An unfortunate obtrusion at present into this valley are the stables of the Park Department. It is of vital importance that these be removed from the scene, preferably to the undeveloped park lands just across Pelham Parkway. A portion, at least, of the site of these buildings would be included in the scheme, in order to reclaim the complete form of the valley and to complete the essential enclosing plantations.
In [Appendix B] we have developed somewhat more in detail, in a tentative way, the ideas which have occurred to us for the treatment of this Rhododendron Glade; and we believe it would be the best large new feature on which to concentrate first, after assuring increased funds for general maintenance and for the detailed improvement of existing features.
It must of course be borne in mind that the proper maintenance of such a Rhododendron Glade will cost much more per acre than the old lake with its borders of unsophisticated woodland, or than a simple meadow; and that such an improvement, however desirable from every point of view, ought not to be undertaken without seeing the way perfectly clear to obtaining the necessary additional maintenance funds. The principle, of course, is the same as that which has very properly led various institutions to refuse gifts of very much desired new buildings in the absence of endowment for their operation and maintenance.
2. A group or series of desirable new undertakings is that referred to in your report of April, 1923, under the heading “Model Gardens.” Some of the most valuable of these from the point of view of the general public, such as city back-yard gardens and typical good treatments for small suburban homes, present peculiar difficulties in that they would be rather lacking in realism and effectiveness unless associated with buildings which would be in themselves inharmonious with the general informal park-like landscape of the tract as a whole, and that most of them would need almost complete isolation from each other and from the general landscape.
There are along the Pelham Parkway frontage some rather isolated areas of moderate width, as yet undeveloped and cut off by rocky hills from the rest of the Botanical Garden which can be devoted in whole or in part to small detached Model Gardens.
But one of the assets of these sites is the fact that they do front on the Pelham Parkway and can be seen by the large numbers of motorists who use that route without ordinarily entering the Botanical Garden enclosure. So far as practicable, therefore, it would seem advantageous to use these sites for exhibits somewhat of the nature of “show-window displays”—bold, striking, adequate to arrest the attention and pleasantly arouse the interest of people going by at the rate of twenty miles an hour or more, despite the interposition of the enclosing fence and the trees of the Parkway itself. There seems no sufficient reason why this part of the grounds should not be thus thrown visually open to the outside, because the logical line of scenic enclosure for the main body of the ground lies for the most part on the height of land just north of this bordering strip.

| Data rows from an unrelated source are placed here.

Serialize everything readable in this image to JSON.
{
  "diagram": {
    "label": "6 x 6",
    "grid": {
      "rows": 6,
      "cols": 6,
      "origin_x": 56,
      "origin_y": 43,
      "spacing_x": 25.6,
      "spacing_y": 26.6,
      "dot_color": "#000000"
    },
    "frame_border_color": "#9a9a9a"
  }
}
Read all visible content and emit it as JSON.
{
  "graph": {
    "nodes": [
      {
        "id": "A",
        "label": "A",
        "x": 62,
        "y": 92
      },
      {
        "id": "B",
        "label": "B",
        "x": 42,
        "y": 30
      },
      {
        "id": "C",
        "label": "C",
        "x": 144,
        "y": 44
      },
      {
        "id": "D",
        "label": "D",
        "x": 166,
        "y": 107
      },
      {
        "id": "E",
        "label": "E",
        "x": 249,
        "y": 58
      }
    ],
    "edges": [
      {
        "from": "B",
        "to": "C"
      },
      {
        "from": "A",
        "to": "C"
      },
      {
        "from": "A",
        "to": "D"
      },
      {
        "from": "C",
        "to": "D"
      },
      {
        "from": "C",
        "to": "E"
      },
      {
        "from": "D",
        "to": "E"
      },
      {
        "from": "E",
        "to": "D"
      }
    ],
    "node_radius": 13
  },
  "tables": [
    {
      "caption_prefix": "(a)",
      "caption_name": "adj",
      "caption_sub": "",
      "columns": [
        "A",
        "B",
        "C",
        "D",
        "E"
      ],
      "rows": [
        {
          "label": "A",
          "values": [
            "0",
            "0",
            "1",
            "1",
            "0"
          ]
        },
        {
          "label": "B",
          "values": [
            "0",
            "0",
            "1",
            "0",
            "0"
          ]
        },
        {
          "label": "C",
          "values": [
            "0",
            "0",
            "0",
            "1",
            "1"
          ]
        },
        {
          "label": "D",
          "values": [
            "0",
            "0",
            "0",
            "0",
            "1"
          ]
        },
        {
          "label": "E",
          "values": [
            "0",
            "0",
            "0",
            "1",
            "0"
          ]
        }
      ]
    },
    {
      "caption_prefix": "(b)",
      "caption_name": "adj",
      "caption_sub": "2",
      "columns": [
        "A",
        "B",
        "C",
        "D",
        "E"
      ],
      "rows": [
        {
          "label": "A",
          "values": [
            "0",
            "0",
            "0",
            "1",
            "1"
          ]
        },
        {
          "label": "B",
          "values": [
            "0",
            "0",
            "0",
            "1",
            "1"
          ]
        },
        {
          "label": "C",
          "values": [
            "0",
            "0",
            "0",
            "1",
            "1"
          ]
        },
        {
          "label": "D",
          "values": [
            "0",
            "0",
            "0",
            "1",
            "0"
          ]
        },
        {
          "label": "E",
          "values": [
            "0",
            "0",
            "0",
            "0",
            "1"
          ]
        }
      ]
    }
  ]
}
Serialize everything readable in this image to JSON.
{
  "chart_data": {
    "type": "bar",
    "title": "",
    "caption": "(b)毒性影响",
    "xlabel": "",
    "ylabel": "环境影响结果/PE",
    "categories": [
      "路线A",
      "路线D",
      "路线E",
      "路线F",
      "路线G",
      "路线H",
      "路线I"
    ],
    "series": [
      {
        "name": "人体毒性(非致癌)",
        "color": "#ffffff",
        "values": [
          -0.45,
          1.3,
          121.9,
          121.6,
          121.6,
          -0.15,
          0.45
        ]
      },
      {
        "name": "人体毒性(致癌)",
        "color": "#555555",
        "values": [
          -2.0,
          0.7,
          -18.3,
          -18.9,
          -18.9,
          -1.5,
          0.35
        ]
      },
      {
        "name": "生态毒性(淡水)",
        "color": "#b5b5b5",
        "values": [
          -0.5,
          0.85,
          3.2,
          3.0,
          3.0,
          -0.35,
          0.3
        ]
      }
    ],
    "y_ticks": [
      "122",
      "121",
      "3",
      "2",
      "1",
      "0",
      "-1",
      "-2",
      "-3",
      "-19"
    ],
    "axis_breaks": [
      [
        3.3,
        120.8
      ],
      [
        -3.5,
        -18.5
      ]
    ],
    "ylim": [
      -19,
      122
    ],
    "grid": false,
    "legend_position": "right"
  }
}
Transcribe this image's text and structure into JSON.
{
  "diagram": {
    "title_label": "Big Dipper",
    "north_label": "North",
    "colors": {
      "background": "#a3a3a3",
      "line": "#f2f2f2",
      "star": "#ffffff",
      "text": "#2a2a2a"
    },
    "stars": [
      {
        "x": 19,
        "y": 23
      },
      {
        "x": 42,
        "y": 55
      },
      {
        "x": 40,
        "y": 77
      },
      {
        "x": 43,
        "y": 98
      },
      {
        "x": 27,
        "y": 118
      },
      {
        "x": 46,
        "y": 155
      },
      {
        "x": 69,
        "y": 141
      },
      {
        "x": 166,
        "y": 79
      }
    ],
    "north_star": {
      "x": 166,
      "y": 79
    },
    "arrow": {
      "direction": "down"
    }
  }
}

We are not prepared as yet to offer definite and well-considered suggestions for the kinds of Model Gardens most suitable to these sites, but it would seem that they might well include some of the more bold and striking types of display offering a succession of colorful effects through each season. On the other hand, it would be a pity to put only such exhibits in these “show windows.” Some other equally striking but perhaps more refined and quasi-naturalistic exhibits should be provided for, such, perhaps, as a show of lilacs and one of Crataegus and crab-apples and other so-called “flowering” trees.
For small special domestic gardens of urban and suburban types, places might be found, preferably in direct connection with small houses occupied by Garden employees or adapted to necessary uses other than residential which are capable of fitting into a dwelling-house structure, in accessible locations near the entrance closest to rapid transit stations but completely isolated from the general landscape by screen planting.
3. Iris Garden Region. What seems on preliminary inspection like an opportunity for an essentially new feature of much beauty and interest, if dealt with boldly and skilfully in a large way, is presented in the vicinity of the present Iris Garden and Horticultural Garden. Here is an open hillside sloping irregularly to the eastward from a bench at about elevation 90 near the Southern Boulevard, to a hollow at about elevation 60 near the interior road, and flanked on either side by bold well-wooded hills. Its landscape unit, however, is disturbed by the bulge of the rounding ridge occupied by the Horticultural Garden and by the fact that the open space, once quiet meadow or lawn, is cut up and spotted with paths and flower beds which are yet not sufficiently continuous to produce a unified texture of a richer sort.
Directly opposite to the east is the one important gap in the rocky ridges which border the Bronx River on the west for three quarters of a mile, and in and beyond this gap the natural woods are thin or altogether lacking, giving opportunity, at the sacrifice of a few trees, for a very lovely natural-seeming transverse vista extending to the ridge just west of the Rose Garden.